Why This Happens to Every Scaling Company
At seed stage, you can reconcile Stripe and Salesforce manually. One person closes the deal, another checks the payment came through, and you move on. It works because volume is low and context is high.
By Series A, the cracks are everywhere:
- Multiple Stripe subscriptions under one Salesforce account
- Upsells closed in Stripe but never updated in Salesforce
- Free trials converting to paid before the deal officially closes
- Refunds processed in Stripe with no corresponding update in Salesforce
- Billing entity names that don't match account names
The fundamental issue: nothing maps a Stripe customer_id to a Salesforce Account ID. Without that explicit link, every downstream report is a guess.
The Five Root Causes
- No shared identifier — Stripe and Salesforce each generate their own IDs. Unless someone explicitly stores one in the other, there's no automatic connection.
- Timing mismatches — Stripe records revenue on payment success. Salesforce records it on opportunity close. These can be days or weeks apart.
- Object model differences — Salesforce has Accounts, Opportunities, and Products. Stripe has Customers, Subscriptions, and Invoices. The structures don't map one-to-one.
- Manual entry errors — Someone types the wrong amount, forgets to update a field, or closes the wrong opportunity. At scale, this is inevitable.
- No reconciliation layer — Data flows into both systems, but nothing sits between them to compare, flag conflicts, or resolve discrepancies.
What This Actually Costs You
Your data team spends roughly 60% of their time on ad hoc requests. At a fully loaded cost of ~$220K/year per data engineer, you're paying six figures annually for people to answer "can you check this number?"
The board deck comes from Salesforce. The CFO's model comes from Stripe. RevOps pulls from the warehouse. None of them match. Every month, someone spends days reconciling manually, and the result is still an approximation.
The Common Fixes (And Why They Fall Short)
- Sync tools (Fivetran, Airbyte, Census) — They move data between systems, but they don't reconcile it. You end up with conflicting records sitting side by side in your warehouse.
- BI dashboards (Looker, Hex) — They visualize the discrepancy beautifully, but they can't resolve it. You see the problem; you still can't fix it.
- Manual reconciliation — Works until you have about 50 customers. After that, the effort scales linearly while accuracy drops.
- Custom scripts — An engineer writes a Python script to compare records. It works until edge cases multiply. It's brittle, undocumented, and breaks when that engineer leaves.
What Actually Works
You need three things:
- A mapping layer that understands relationships — Not just syncing fields, but knowing that this Stripe subscription belongs to that Salesforce account, even when the names don't match.
- Conflict detection and resolution — When Stripe says $10K and Salesforce says $12K, the system should flag it, explain why, and suggest which is correct.
- Continuous reconciliation — Not a monthly fire drill, but an ongoing process that catches discrepancies as they appear.
How to Audit Your Current State
Start simple:
- Export your top 20 customers from Salesforce with their ARR values.
- Pull the same customers from Stripe with their MRR × 12.
- Compare them side by side.
If more than 10% have discrepancies greater than 5%, you have a reconciliation problem. If you can't even match the accounts between systems, you have an identity resolution problem.
The Bottom Line
Stripe and Salesforce serve different purposes. They will never agree out of the box. The question isn't whether they match — it's whether you have the infrastructure to connect them, spot conflicts, and give your team one version of the truth.
Eru connects your revenue systems, maps the relationships, and surfaces conflicts before they hit your board deck.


Scan the listing that follows and report how many lines contain "Hjemmelshaver". Write the number alone.

== DATA UNDER STUDY

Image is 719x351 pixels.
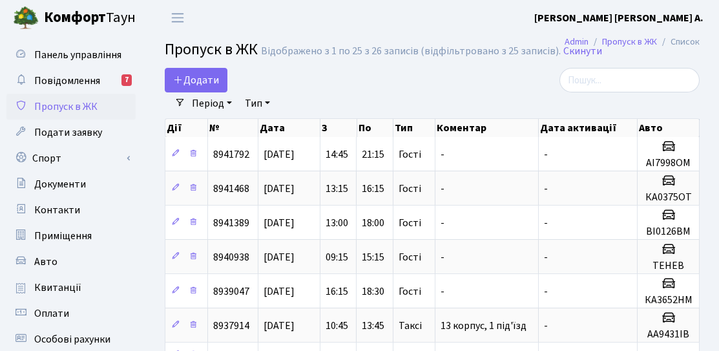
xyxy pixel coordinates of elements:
span: - [440,250,444,264]
span: 8941468 [213,181,249,196]
a: Спорт [6,145,136,171]
span: 8939047 [213,284,249,298]
div: 7 [121,74,132,86]
span: Повідомлення [34,74,100,88]
span: Пропуск в ЖК [165,38,258,61]
th: Дата [258,119,320,137]
span: Гості [398,183,421,194]
span: 8941389 [213,216,249,230]
span: [DATE] [263,216,294,230]
a: Панель управління [6,42,136,68]
span: Оплати [34,306,69,320]
img: logo.png [13,5,39,31]
span: 14:45 [325,147,348,161]
h5: АА9431ІВ [642,328,693,340]
th: Авто [637,119,699,137]
th: № [208,119,258,137]
a: Приміщення [6,223,136,249]
span: 09:15 [325,250,348,264]
span: - [544,318,547,332]
span: - [440,181,444,196]
h5: АІ7998ОМ [642,157,693,169]
a: Пропуск в ЖК [6,94,136,119]
span: Панель управління [34,48,121,62]
span: - [440,216,444,230]
li: Список [657,35,699,49]
span: - [440,284,444,298]
span: Квитанції [34,280,81,294]
a: Скинути [563,45,602,57]
th: Дата активації [538,119,637,137]
span: 8941792 [213,147,249,161]
b: [PERSON_NAME] [PERSON_NAME] А. [534,11,703,25]
span: 13:15 [325,181,348,196]
span: Таксі [398,320,422,331]
th: З [320,119,357,137]
span: - [544,147,547,161]
span: 10:45 [325,318,348,332]
a: Період [187,92,237,114]
button: Переключити навігацію [161,7,194,28]
span: - [544,181,547,196]
th: Коментар [435,119,538,137]
h5: КА0375ОТ [642,191,693,203]
span: Приміщення [34,229,92,243]
span: [DATE] [263,250,294,264]
b: Комфорт [44,7,106,28]
span: Гості [398,286,421,296]
span: Контакти [34,203,80,217]
a: Додати [165,68,227,92]
nav: breadcrumb [545,28,719,56]
input: Пошук... [559,68,699,92]
h5: ВІ0126ВМ [642,225,693,238]
th: Дії [165,119,208,137]
span: 16:15 [362,181,384,196]
span: Таун [44,7,136,29]
span: - [440,147,444,161]
a: Пропуск в ЖК [602,35,657,48]
a: Подати заявку [6,119,136,145]
a: [PERSON_NAME] [PERSON_NAME] А. [534,10,703,26]
span: [DATE] [263,284,294,298]
a: Тип [240,92,275,114]
span: Гості [398,149,421,159]
a: Оплати [6,300,136,326]
span: [DATE] [263,318,294,332]
span: 18:30 [362,284,384,298]
span: [DATE] [263,181,294,196]
span: 21:15 [362,147,384,161]
span: 13 корпус, 1 під'їзд [440,318,526,332]
span: Додати [173,73,219,87]
span: 15:15 [362,250,384,264]
span: Авто [34,254,57,269]
span: Подати заявку [34,125,102,139]
span: 8937914 [213,318,249,332]
span: [DATE] [263,147,294,161]
span: Особові рахунки [34,332,110,346]
span: Пропуск в ЖК [34,99,97,114]
span: - [544,216,547,230]
span: Гості [398,218,421,228]
th: По [357,119,394,137]
span: - [544,284,547,298]
span: 16:15 [325,284,348,298]
span: 8940938 [213,250,249,264]
span: 18:00 [362,216,384,230]
span: 13:00 [325,216,348,230]
span: Гості [398,252,421,262]
a: Admin [564,35,588,48]
div: Відображено з 1 по 25 з 26 записів (відфільтровано з 25 записів). [261,45,560,57]
a: Авто [6,249,136,274]
a: Документи [6,171,136,197]
a: Контакти [6,197,136,223]
h5: ТЕНЕВ [642,260,693,272]
h5: КА3652НМ [642,294,693,306]
th: Тип [393,119,434,137]
a: Квитанції [6,274,136,300]
a: Повідомлення7 [6,68,136,94]
span: Документи [34,177,86,191]
span: 13:45 [362,318,384,332]
span: - [544,250,547,264]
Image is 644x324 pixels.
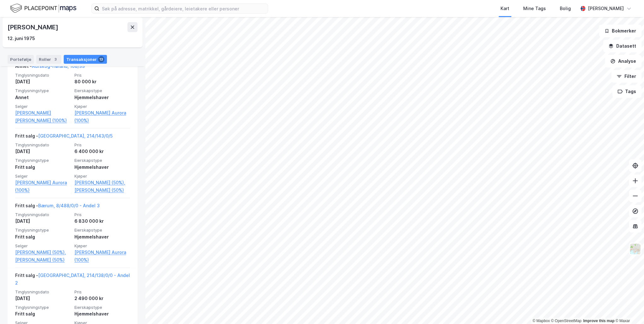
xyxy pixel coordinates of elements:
[98,56,104,62] div: 13
[38,203,100,208] a: Bærum, 8/488/0/0 - Andel 3
[15,132,113,142] div: Fritt salg -
[15,88,71,93] span: Tinglysningstype
[74,310,130,318] div: Hjemmelshaver
[74,243,130,249] span: Kjøper
[8,55,34,64] div: Portefølje
[15,73,71,78] span: Tinglysningsdato
[15,93,71,101] div: Annet
[38,133,113,139] a: [GEOGRAPHIC_DATA], 214/143/0/5
[15,305,71,310] span: Tinglysningstype
[523,5,546,12] div: Mine Tags
[603,40,641,52] button: Datasett
[15,62,85,73] div: Annet -
[559,5,571,12] div: Bolig
[74,179,130,186] a: [PERSON_NAME] (50%),
[15,158,71,163] span: Tinglysningstype
[74,218,130,225] div: 6 830 000 kr
[605,55,641,68] button: Analyse
[587,5,624,12] div: [PERSON_NAME]
[15,243,71,249] span: Selger
[74,227,130,233] span: Eierskapstype
[15,249,71,256] a: [PERSON_NAME] (50%),
[74,88,130,93] span: Eierskapstype
[74,233,130,241] div: Hjemmelshaver
[15,202,100,212] div: Fritt salg -
[15,142,71,147] span: Tinglysningsdato
[8,35,35,42] div: 12. juni 1975
[15,179,71,194] a: [PERSON_NAME] Aurora (100%)
[629,243,641,255] img: Z
[74,249,130,264] a: [PERSON_NAME] Aurora (100%)
[10,3,76,14] img: logo.f888ab2527a4732fd821a326f86c7f29.svg
[15,310,71,318] div: Fritt salg
[74,289,130,294] span: Pris
[500,5,509,12] div: Kart
[599,24,641,37] button: Bokmerker
[99,4,268,14] input: Søk på adresse, matrikkel, gårdeiere, leietakere eller personer
[612,294,644,324] div: Kontrollprogram for chat
[74,73,130,78] span: Pris
[74,186,130,194] a: [PERSON_NAME] (50%)
[551,319,581,323] a: OpenStreetMap
[15,173,71,179] span: Selger
[32,63,85,69] a: Aurskog-Høland, 168/99
[612,294,644,324] iframe: Chat Widget
[74,104,130,109] span: Kjøper
[8,22,59,32] div: [PERSON_NAME]
[532,319,550,323] a: Mapbox
[612,85,641,98] button: Tags
[15,218,71,225] div: [DATE]
[64,55,107,64] div: Transaksjoner
[611,70,641,83] button: Filter
[36,55,61,64] div: Roller
[74,78,130,86] div: 80 000 kr
[74,93,130,101] div: Hjemmelshaver
[74,158,130,163] span: Eierskapstype
[15,227,71,233] span: Tinglysningstype
[583,319,614,323] a: Improve this map
[52,56,59,62] div: 3
[74,147,130,155] div: 6 400 000 kr
[15,272,130,289] div: Fritt salg -
[15,294,71,302] div: [DATE]
[74,305,130,310] span: Eierskapstype
[15,78,71,86] div: [DATE]
[74,164,130,171] div: Hjemmelshaver
[15,273,130,286] a: [GEOGRAPHIC_DATA], 214/138/0/0 - Andel 2
[15,233,71,241] div: Fritt salg
[74,109,130,124] a: [PERSON_NAME] Aurora (100%)
[15,256,71,264] a: [PERSON_NAME] (50%)
[74,294,130,302] div: 2 490 000 kr
[15,289,71,294] span: Tinglysningsdato
[15,147,71,155] div: [DATE]
[15,109,71,124] a: [PERSON_NAME] [PERSON_NAME] (100%)
[74,212,130,218] span: Pris
[15,212,71,218] span: Tinglysningsdato
[15,104,71,109] span: Selger
[74,142,130,147] span: Pris
[15,164,71,171] div: Fritt salg
[74,173,130,179] span: Kjøper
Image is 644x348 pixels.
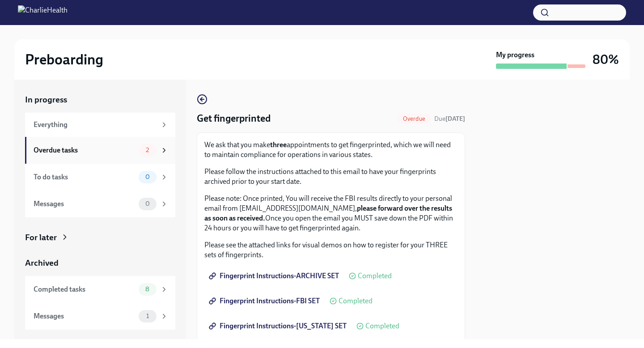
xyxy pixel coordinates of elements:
span: August 25th, 2025 08:00 [434,114,465,123]
div: Completed tasks [33,284,135,295]
a: Completed tasks8 [25,276,175,303]
span: Completed [338,298,372,305]
p: Please note: Once printed, You will receive the FBI results directly to your personal email from ... [204,194,457,233]
a: Overdue tasks2 [25,137,175,164]
div: To do tasks [33,172,135,182]
a: Messages1 [25,303,175,330]
h2: Preboarding [25,51,103,68]
span: Due [434,115,465,122]
a: Messages0 [25,191,175,218]
img: CharlieHealth [18,6,67,20]
div: Messages [33,199,135,209]
span: Completed [358,273,391,280]
span: Fingerprint Instructions-[US_STATE] SET [210,322,347,331]
a: Fingerprint Instructions-FBI SET [204,292,326,310]
span: Overdue [398,115,430,122]
div: For later [25,232,57,243]
span: 0 [140,174,155,180]
strong: three [270,141,287,149]
a: In progress [25,94,175,106]
a: Fingerprint Instructions-[US_STATE] SET [204,317,353,335]
a: For later [25,232,175,243]
p: We ask that you make appointments to get fingerprinted, which we will need to maintain compliance... [204,140,457,160]
div: Messages [33,311,135,321]
div: Everything [33,120,156,130]
span: 1 [141,313,154,319]
h4: Get fingerprinted [197,112,271,126]
strong: My progress [496,50,534,60]
span: 8 [140,286,155,292]
h3: 80% [592,52,619,68]
span: Fingerprint Instructions-ARCHIVE SET [210,272,339,280]
a: Everything [25,113,175,137]
a: Archived [25,257,175,269]
p: Please see the attached links for visual demos on how to register for your THREE sets of fingerpr... [204,240,457,260]
span: 2 [141,147,154,153]
span: Completed [365,323,399,330]
span: 0 [140,200,155,207]
a: To do tasks0 [25,164,175,191]
div: Overdue tasks [33,145,135,155]
p: Please follow the instructions attached to this email to have your fingerprints archived prior to... [204,167,457,187]
strong: [DATE] [445,115,465,122]
a: Fingerprint Instructions-ARCHIVE SET [204,267,345,285]
span: Fingerprint Instructions-FBI SET [210,296,320,306]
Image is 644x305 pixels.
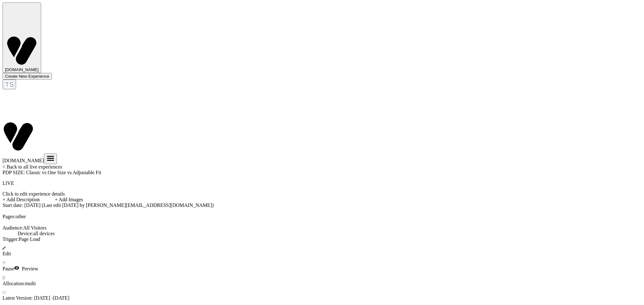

====

• [ANSWER FOR THIS EXERCISE] 4